Horrorible Review: “The Death and Life of Schneider Wrack”

The Death and Life of Schneider Wrack book cover

The Death and Life of Schneider Wrack

I’ve read a lot of zombie books, but one about a zombie slave on an ocean planet is not something I’ve tried before. Schneider Wrack wakes up zombiefied and goes on to lead a grisly and fascinating zombie slave insurrection. This first half of the book is spellbinding if only for the totally wtf ideas and scenarios presented by author Nate Crowley, who wrote this book after tweeting a poem a day for 76 days for a friend. The micro fiction arena blended nicely into the much longer form, especially with Crowley’s ability to saturate the prose with fantastical beings and settings, sometimes using words I had to look up. Unlike Zone One, though, it didn’t make me cranky.

There are also a lot of British-isms that went over my head, and I sometimes wondered if he wasn’t making up words just to turn up the freak, which he did without a massive self-consciousness that screams “I’m freaky!” at you on every page as with The UnNoticables. Once it hits the halfway point, though, there is an abrupt sea change where Death and Life changes from a rousing zombie sci-fi adventure into a Lovecraftian zombie Heart of Darkness.

The second half begins with a huge jump in time, place and character that fortunately turns out to be a flashback. Nevertheless, I began to have a difficult time maintaining my interest, especially as it kept repeating what had happened in the first half, much like an author would do in a sequel. As it turns out, the book actually is two novellas slapped together. The author should have made a point of not revisiting the first half like it was a different book.

Despite the arcane settings and story, and the perpetually gory action, there is some deep philosophical thinking and odd jokes, like one zombie exclaiming to another one beautiful morning, “Doesn’t it feel good to be alive?”  At another point, a zombie wearing a hardened military exoskeleton tromps around the jungle with an enormous zombie crab strapped to her shoulder, and, “he made plenty of encouraging noises, and only occasionally gave in to the temptation to squawk ‘Pieces of eight! Pieces of eight!’ in her ear. She hadn’t laughed yet, but he was sure that was because she still hadn’t gotten the joke.”

I was uncomfortable with what seems like the mother of all deux ex machinas throughout the first two thirds of the book, but all was explained later. The explanation made me sad for the zombie in question, and that’s a sentence you don’t often get to type. Crowley’s world building is solid and as you learn more history of Wrack’s world, and others, all the massively esoteric bits come together to make grim sense. Even more grim than waking up a zombie slave.

I recommend this book, especially if you don’t mind switching zombie genres halfway through from unique to uniquer. There is gore and pathos and a wonderfully drawn series of worlds with deep histories and recognizably human predilections, even for the human zombies. Did I not mention there are many kinds of zombies? My bad.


◆ **Problem**: Look through the listing for the word "asymptote". Copy each line that has it.

------------------------------------------------

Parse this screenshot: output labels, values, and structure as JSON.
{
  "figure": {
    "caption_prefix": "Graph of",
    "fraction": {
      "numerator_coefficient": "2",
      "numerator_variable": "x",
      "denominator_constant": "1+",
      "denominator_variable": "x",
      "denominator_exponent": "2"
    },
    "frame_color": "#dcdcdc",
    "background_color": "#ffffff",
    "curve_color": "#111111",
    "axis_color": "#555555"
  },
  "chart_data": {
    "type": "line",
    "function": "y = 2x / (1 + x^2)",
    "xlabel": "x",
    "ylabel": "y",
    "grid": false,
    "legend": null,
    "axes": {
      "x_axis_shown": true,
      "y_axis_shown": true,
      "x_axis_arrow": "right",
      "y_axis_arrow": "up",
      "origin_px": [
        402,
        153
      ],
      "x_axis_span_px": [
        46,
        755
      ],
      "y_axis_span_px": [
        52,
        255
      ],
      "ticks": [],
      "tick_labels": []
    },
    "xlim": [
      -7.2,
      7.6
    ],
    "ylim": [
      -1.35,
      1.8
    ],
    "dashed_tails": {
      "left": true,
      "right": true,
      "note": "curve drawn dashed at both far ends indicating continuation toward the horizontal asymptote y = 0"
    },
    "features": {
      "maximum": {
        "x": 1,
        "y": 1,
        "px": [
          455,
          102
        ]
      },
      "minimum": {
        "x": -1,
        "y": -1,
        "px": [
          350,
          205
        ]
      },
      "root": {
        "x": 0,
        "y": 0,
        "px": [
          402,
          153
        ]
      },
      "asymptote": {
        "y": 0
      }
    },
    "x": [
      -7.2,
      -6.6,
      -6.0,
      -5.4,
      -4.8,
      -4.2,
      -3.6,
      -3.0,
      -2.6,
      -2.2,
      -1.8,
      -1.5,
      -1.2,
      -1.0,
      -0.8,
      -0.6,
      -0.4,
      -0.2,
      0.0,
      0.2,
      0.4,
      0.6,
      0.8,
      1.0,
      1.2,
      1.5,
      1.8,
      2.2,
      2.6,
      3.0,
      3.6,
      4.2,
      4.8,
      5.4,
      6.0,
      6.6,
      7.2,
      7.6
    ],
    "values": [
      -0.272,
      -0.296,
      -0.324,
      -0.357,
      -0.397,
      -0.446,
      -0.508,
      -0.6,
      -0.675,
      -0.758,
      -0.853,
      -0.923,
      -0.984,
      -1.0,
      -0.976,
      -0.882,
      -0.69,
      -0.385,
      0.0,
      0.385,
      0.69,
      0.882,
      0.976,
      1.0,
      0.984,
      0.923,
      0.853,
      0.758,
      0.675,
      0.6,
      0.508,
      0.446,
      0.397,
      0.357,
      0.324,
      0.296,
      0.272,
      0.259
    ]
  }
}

------------------------------------------------

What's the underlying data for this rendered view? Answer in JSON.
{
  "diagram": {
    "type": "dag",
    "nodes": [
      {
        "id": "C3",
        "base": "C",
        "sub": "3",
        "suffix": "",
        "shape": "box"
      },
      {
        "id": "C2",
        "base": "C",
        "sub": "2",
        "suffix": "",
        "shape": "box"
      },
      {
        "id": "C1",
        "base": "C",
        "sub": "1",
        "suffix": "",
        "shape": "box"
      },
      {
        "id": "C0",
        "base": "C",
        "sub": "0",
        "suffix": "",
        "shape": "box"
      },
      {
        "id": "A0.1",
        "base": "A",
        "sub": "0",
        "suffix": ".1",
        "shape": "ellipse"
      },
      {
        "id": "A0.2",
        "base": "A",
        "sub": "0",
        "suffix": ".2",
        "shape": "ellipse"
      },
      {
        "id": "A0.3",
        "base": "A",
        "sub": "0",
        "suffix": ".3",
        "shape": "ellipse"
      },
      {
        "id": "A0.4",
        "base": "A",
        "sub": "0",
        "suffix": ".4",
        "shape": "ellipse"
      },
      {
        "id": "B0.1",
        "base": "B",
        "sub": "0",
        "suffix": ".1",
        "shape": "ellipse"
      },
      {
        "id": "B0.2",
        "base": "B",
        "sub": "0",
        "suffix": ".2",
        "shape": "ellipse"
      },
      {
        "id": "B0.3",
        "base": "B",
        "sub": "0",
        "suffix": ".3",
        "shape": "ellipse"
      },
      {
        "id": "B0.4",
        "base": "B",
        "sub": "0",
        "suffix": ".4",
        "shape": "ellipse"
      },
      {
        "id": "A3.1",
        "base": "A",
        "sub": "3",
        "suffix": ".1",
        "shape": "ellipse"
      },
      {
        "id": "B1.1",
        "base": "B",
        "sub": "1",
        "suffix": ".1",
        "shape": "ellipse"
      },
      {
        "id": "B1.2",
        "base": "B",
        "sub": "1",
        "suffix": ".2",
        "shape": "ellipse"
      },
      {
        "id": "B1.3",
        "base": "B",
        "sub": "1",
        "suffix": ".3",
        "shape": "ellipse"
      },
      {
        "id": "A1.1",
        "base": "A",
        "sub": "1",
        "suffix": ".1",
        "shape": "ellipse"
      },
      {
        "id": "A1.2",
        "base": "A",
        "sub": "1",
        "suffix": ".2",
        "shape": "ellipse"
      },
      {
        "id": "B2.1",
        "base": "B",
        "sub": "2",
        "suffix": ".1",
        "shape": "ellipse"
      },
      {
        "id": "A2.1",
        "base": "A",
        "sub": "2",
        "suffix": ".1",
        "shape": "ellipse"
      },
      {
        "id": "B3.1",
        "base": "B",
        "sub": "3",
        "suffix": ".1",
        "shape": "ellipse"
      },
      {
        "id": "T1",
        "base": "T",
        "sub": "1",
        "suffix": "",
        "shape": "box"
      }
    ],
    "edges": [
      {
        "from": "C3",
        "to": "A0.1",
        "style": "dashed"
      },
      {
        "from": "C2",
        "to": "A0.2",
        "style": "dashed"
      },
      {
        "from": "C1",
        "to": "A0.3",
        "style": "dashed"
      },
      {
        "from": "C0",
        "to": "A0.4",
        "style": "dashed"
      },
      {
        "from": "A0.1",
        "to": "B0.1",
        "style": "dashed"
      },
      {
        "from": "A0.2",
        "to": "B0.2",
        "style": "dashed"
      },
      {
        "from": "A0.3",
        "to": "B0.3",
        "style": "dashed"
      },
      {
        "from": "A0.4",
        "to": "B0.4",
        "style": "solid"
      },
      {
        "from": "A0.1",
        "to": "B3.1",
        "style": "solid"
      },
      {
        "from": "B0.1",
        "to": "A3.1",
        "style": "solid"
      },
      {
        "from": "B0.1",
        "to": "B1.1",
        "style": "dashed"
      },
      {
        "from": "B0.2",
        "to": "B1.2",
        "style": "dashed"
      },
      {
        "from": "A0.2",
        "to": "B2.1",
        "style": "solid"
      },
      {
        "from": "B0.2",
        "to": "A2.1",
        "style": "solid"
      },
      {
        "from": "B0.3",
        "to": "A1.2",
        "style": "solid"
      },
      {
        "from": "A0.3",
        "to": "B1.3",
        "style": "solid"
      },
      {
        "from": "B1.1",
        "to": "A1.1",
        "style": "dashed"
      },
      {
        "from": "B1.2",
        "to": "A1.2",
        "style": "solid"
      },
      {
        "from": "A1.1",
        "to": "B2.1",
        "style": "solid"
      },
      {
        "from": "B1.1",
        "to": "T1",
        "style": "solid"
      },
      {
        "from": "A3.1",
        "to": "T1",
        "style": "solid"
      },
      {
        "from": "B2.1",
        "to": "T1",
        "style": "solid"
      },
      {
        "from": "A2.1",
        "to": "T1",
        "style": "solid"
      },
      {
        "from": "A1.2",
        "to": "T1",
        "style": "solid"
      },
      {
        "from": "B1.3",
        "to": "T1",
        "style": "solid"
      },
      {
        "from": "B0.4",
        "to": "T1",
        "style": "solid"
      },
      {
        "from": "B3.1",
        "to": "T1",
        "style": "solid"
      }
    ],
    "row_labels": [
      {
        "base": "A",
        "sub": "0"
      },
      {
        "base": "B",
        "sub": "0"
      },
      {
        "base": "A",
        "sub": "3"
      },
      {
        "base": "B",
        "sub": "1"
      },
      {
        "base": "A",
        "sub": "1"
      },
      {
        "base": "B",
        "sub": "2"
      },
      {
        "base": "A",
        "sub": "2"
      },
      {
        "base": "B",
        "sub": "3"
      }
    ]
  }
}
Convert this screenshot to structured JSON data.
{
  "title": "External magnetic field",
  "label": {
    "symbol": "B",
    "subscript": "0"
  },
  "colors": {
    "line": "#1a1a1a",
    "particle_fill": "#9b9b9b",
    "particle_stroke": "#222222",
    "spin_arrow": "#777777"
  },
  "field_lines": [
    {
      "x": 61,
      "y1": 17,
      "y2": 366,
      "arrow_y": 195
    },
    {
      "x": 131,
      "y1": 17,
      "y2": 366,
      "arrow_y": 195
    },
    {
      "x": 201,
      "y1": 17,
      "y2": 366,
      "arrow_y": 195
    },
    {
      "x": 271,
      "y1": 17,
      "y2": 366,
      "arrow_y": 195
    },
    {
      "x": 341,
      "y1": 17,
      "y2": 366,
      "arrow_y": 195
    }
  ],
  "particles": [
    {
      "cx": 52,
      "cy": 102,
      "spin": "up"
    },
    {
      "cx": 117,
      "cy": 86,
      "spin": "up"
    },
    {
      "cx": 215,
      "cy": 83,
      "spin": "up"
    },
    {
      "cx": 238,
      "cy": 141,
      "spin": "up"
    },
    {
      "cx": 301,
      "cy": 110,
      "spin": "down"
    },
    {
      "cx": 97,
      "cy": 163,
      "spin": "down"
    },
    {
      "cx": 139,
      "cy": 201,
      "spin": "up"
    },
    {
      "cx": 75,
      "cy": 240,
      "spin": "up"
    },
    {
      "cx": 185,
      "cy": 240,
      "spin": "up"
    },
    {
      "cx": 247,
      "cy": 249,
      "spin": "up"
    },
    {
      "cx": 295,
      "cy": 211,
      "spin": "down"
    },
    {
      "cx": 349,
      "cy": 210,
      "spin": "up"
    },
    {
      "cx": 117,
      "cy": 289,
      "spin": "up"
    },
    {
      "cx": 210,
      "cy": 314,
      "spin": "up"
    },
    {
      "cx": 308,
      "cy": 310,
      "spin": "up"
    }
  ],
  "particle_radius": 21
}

------------------------------------------------

◆ **Solution below**:
      "note": "curve drawn dashed at both far ends indicating continuation toward the horizontal asymptote y = 0"
      "asymptote": {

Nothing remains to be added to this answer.